WORK INSTRUCTIONS:
Output the records exactly, and drop each picture.

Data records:
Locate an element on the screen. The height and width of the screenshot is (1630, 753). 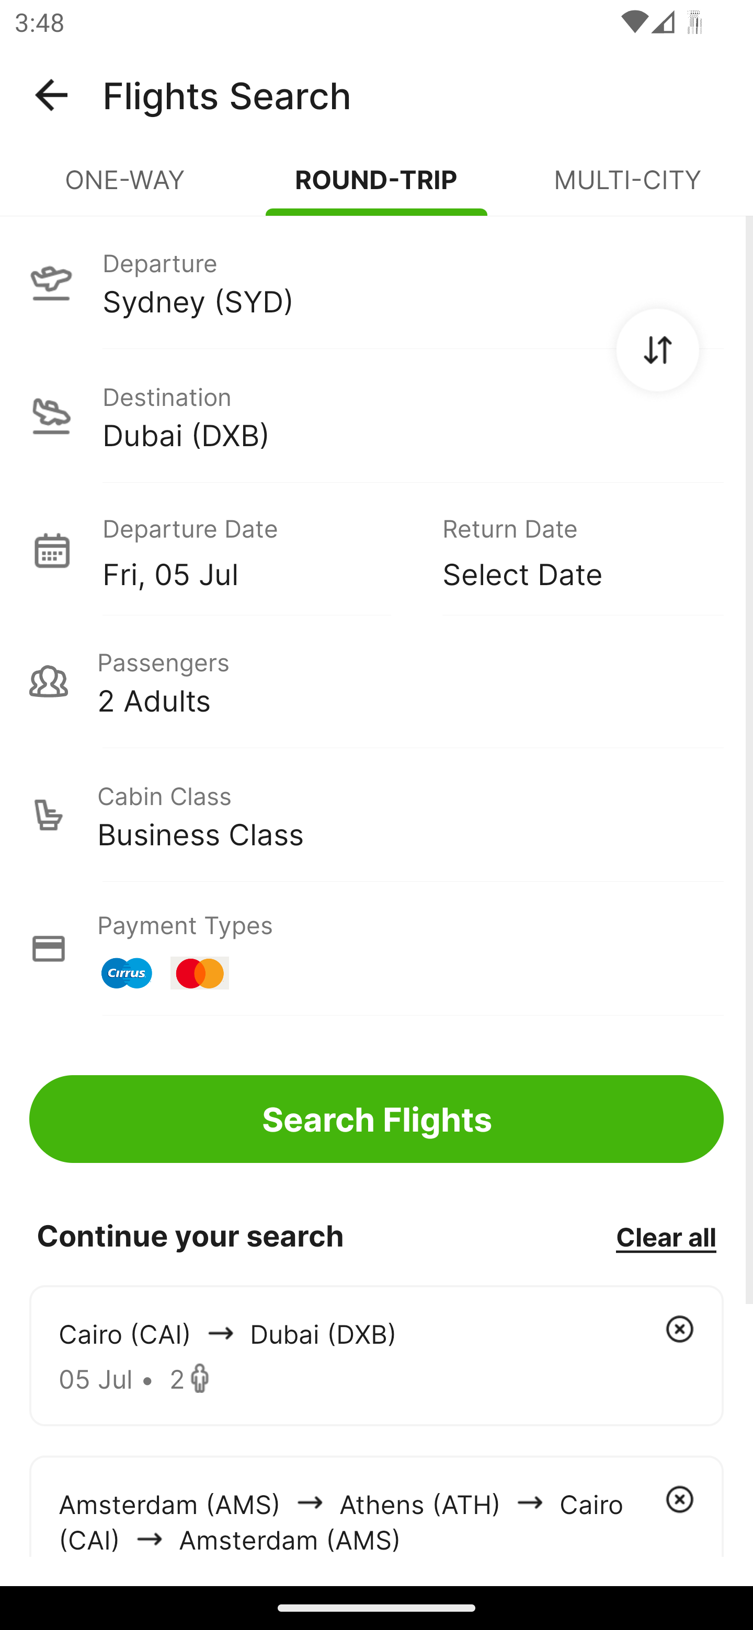
Payment Types is located at coordinates (376, 949).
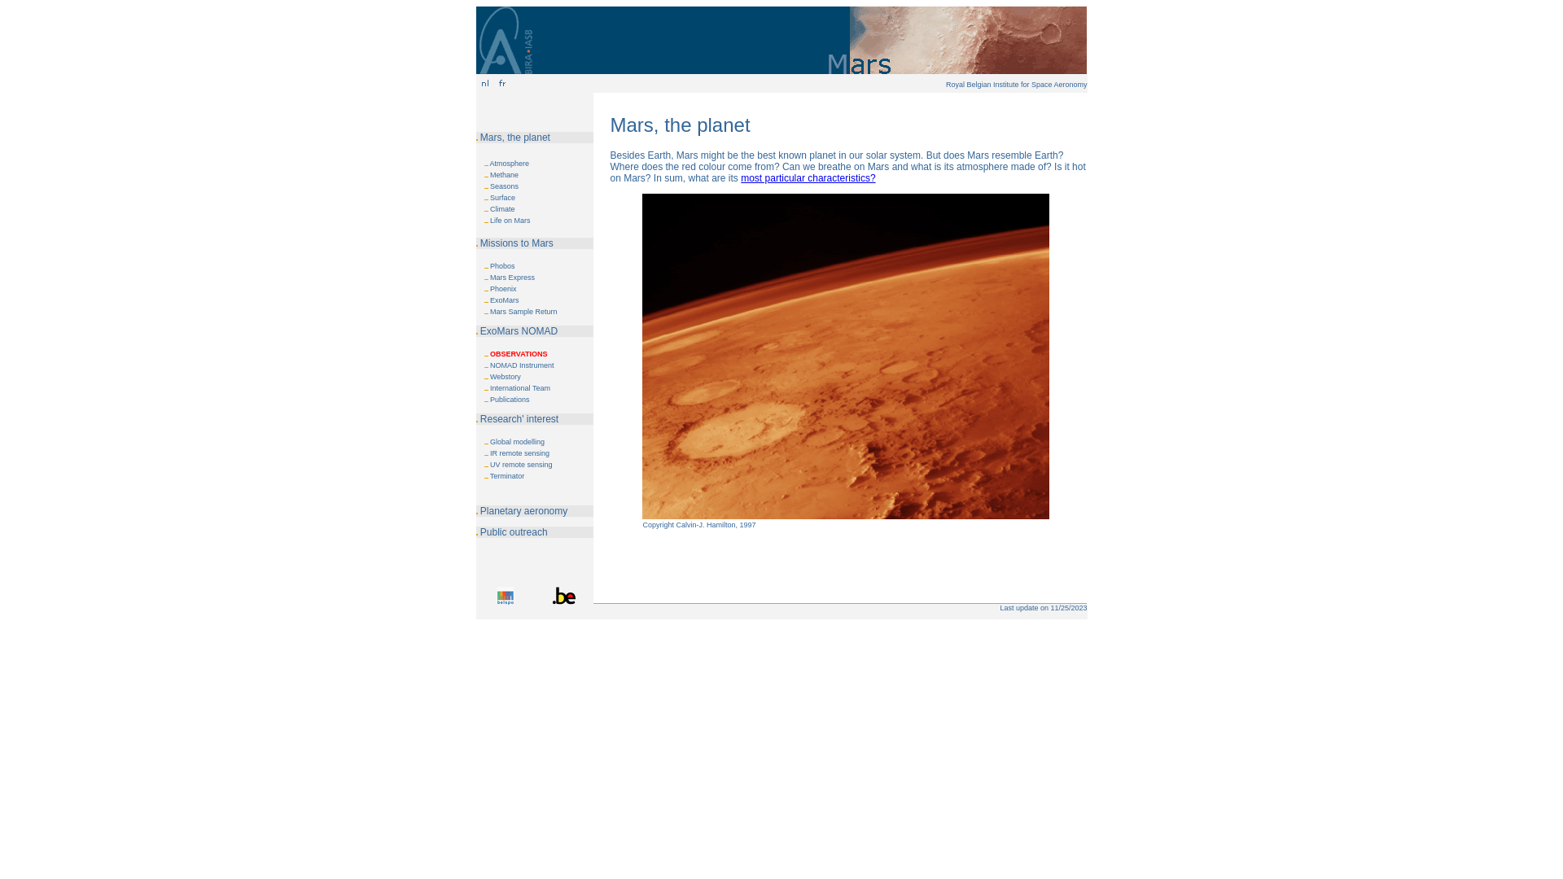  What do you see at coordinates (505, 186) in the screenshot?
I see `Seasons` at bounding box center [505, 186].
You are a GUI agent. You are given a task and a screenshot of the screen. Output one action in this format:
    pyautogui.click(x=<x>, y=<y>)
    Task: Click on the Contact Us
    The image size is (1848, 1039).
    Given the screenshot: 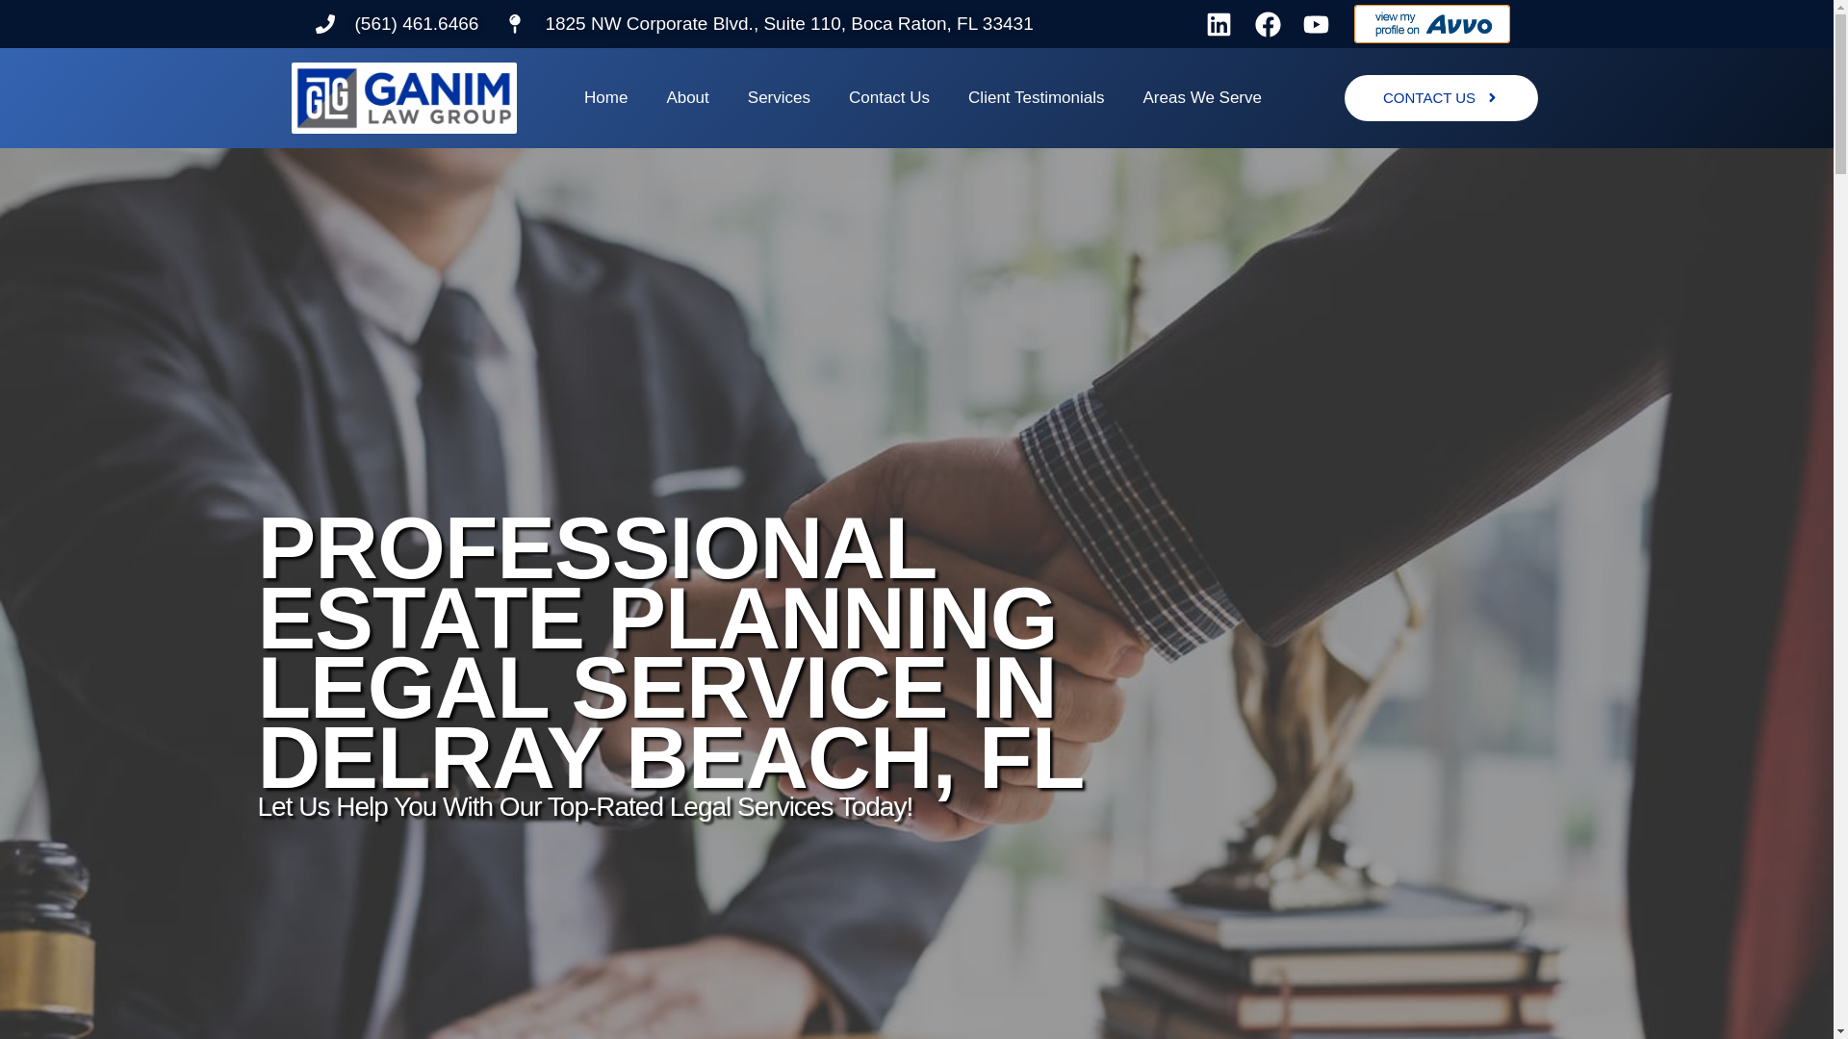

ANSWER FOR THE TASK:
Locate an element on the screen. The height and width of the screenshot is (1630, 753). 
Payment Types is located at coordinates (376, 949).
  What do you see at coordinates (505, 186) in the screenshot?
I see `Seasons` at bounding box center [505, 186].
You are a GUI agent. You are given a task and a screenshot of the screen. Output one action in this format:
    pyautogui.click(x=<x>, y=<y>)
    Task: Click on the Contact Us
    The image size is (1848, 1039).
    Given the screenshot: 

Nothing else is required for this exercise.